The World If Excel Encoded CSV Using UTF-8

The World If Excel Encoded CSV Using UTF-8
BEHOLD! The utopian future we were ROBBED of because Excel insists on using Latin-1 encoding for CSV files instead of UTF-8! 🙄 We could've had flying cars, space elevators, and gleaming futuristic cities, but NOOO! Instead, we're stuck debugging weird characters like "é" and "’" every time someone dares to use a non-English character in their spreadsheet! The AUDACITY of Microsoft to keep us in the dark ages with their encoding choices! This is why we can't have nice things, people!
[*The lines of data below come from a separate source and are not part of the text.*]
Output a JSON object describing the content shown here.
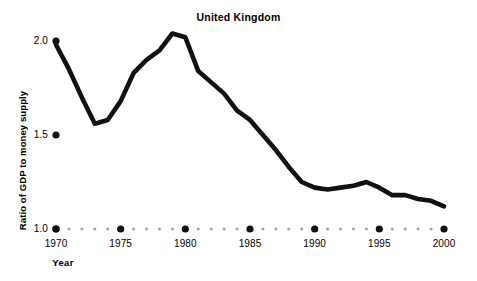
{
  "chart_data": {
    "type": "line",
    "title": "United Kingdom",
    "xlabel": "Year",
    "ylabel": "Ratio of GDP to money supply",
    "xlim": [
      1970,
      2000
    ],
    "ylim": [
      1.0,
      2.1
    ],
    "grid": false,
    "legend": null,
    "line_color": "#111111",
    "axis_dot_color": "#111111",
    "minor_dot_color": "#a8a8a8",
    "background": "#ffffff",
    "yticks": [
      1.0,
      1.5,
      2.0
    ],
    "ytick_labels": [
      "1.0",
      "1.5",
      "2.0"
    ],
    "xticks": [
      1970,
      1975,
      1980,
      1985,
      1990,
      1995,
      2000
    ],
    "xtick_labels": [
      "1970",
      "1975",
      "1980",
      "1985",
      "1990",
      "1995",
      "2000"
    ],
    "x": [
      1970,
      1971,
      1972,
      1973,
      1974,
      1975,
      1976,
      1977,
      1978,
      1979,
      1980,
      1981,
      1982,
      1983,
      1984,
      1985,
      1986,
      1987,
      1988,
      1989,
      1990,
      1991,
      1992,
      1993,
      1994,
      1995,
      1996,
      1997,
      1998,
      1999,
      2000
    ],
    "values": [
      1.98,
      1.85,
      1.7,
      1.56,
      1.58,
      1.68,
      1.83,
      1.9,
      1.95,
      2.04,
      2.02,
      1.84,
      1.78,
      1.72,
      1.63,
      1.58,
      1.5,
      1.42,
      1.33,
      1.25,
      1.22,
      1.21,
      1.22,
      1.23,
      1.25,
      1.22,
      1.18,
      1.18,
      1.16,
      1.15,
      1.12
    ],
    "series": [
      {
        "name": "United Kingdom",
        "values": [
          1.98,
          1.85,
          1.7,
          1.56,
          1.58,
          1.68,
          1.83,
          1.9,
          1.95,
          2.04,
          2.02,
          1.84,
          1.78,
          1.72,
          1.63,
          1.58,
          1.5,
          1.42,
          1.33,
          1.25,
          1.22,
          1.21,
          1.22,
          1.23,
          1.25,
          1.22,
          1.18,
          1.18,
          1.16,
          1.15,
          1.12
        ]
      }
    ]
  }
}
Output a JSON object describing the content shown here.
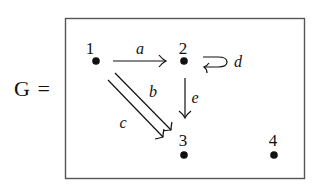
{
  "graph": {
    "name_label": "G =",
    "colors": {
      "ink": "#111111",
      "frame": "#555555",
      "background": "#ffffff"
    },
    "nodes": [
      {
        "id": "1",
        "label": "1"
      },
      {
        "id": "2",
        "label": "2"
      },
      {
        "id": "3",
        "label": "3"
      },
      {
        "id": "4",
        "label": "4"
      }
    ],
    "edges": [
      {
        "id": "a",
        "label": "a",
        "from": "1",
        "to": "2",
        "style": "single-arrow"
      },
      {
        "id": "b",
        "label": "b",
        "from": "1",
        "to": "3",
        "style": "single-arrow"
      },
      {
        "id": "c",
        "label": "c",
        "from": "1",
        "to": "3",
        "style": "single-arrow"
      },
      {
        "id": "d",
        "label": "d",
        "from": "2",
        "to": "2",
        "style": "self-loop"
      },
      {
        "id": "e",
        "label": "e",
        "from": "2",
        "to": "3",
        "style": "single-arrow"
      }
    ]
  }
}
Govivo Computer Hard Drive Patents Set of 4-8x10 Unframed Prints - Wall Art Decor for Home Office School College Teacher Student Tech Support Department Man Cave Geek

Govivo Computer Hard Drive Patents Set of 4-8x10 Unframed Prints - Wall Art Decor for Home Office School College Teacher Student Tech Support Department Man Cave Geek
GREAT WALL DECOR IDEA for a bedroom, living room, den, dorm room, office, mancave, basement and many more! These will also look good hanging on the walls of a computer store or internet cafe. · HIGH …

Base64 Is Not Encryption

Base64 Is Not Encryption
Every junior dev thinks they've invented encryption when they discover Base64. The number of times I've had to explain that encoding ≠ encryption is probably why my hair's thinning. Base64 is just fancy dress for your data – anyone can undress it with zero effort. It's like hiding your house key under the doormat and calling it a security system. And the response is always the same: "Fine! I'll just use Base128 then!" Sure buddy, throw more digits at the problem. That'll fix it. Just like how writing your password in bigger letters makes it more secure.

Strong Encryption

Strong Encryption
Oh no! Someone thinks base64 encoding is "strong encryption"! 🤦‍♂️ This is like putting your house key under the doormat and calling it a high-security vault! Base64 is just an encoding scheme that converts binary data to text - it's not encryption at all! It can be decoded by literally anyone with an internet connection in 2 seconds flat. The cherry on top is the user named "acidburnNSA" claiming it's "mathematically unhackable" - which is pure comedy gold! And then someone suggests base16 is equally secure? I can't even! This is the security equivalent of using "password123" and feeling smug about it!

Hebrew Code

Hebrew Code
The cosmic joke here is that someone's code got completely mangled—likely by a text encoding issue or font rendering problem—turning their Python code into what looks like hieroglyphics. Instead of seeing this as a technical glitch, they've hilariously interpreted it as "Hebrew code" and are genuinely asking how to translate it back! The punchline hits when they ask "THEY HAVE ENGLISH CODING???" as if programming in English is the exotic alternative. It's the coding equivalent of driving on the wrong side of the road and wondering why everyone else is doing it backward. Fun fact: This is actually a perfect example of mojibake—when text is decoded using the wrong character encoding. Somewhere between saving and viewing this code, UTF-8 got interpreted as something else entirely, creating this beautiful disaster.

Chr(78)

Chr(78)
Ah, the classic Python ASCII trap. chr(78) returns the character 'N' in ASCII, but what you're actually seeing is a cat girl anime character. Clearly someone's terminal has... unusual rendering capabilities. When your Python interpreter starts outputting waifus instead of letters, you know it's time to either fix your encoding or embrace your new anime-powered development environment.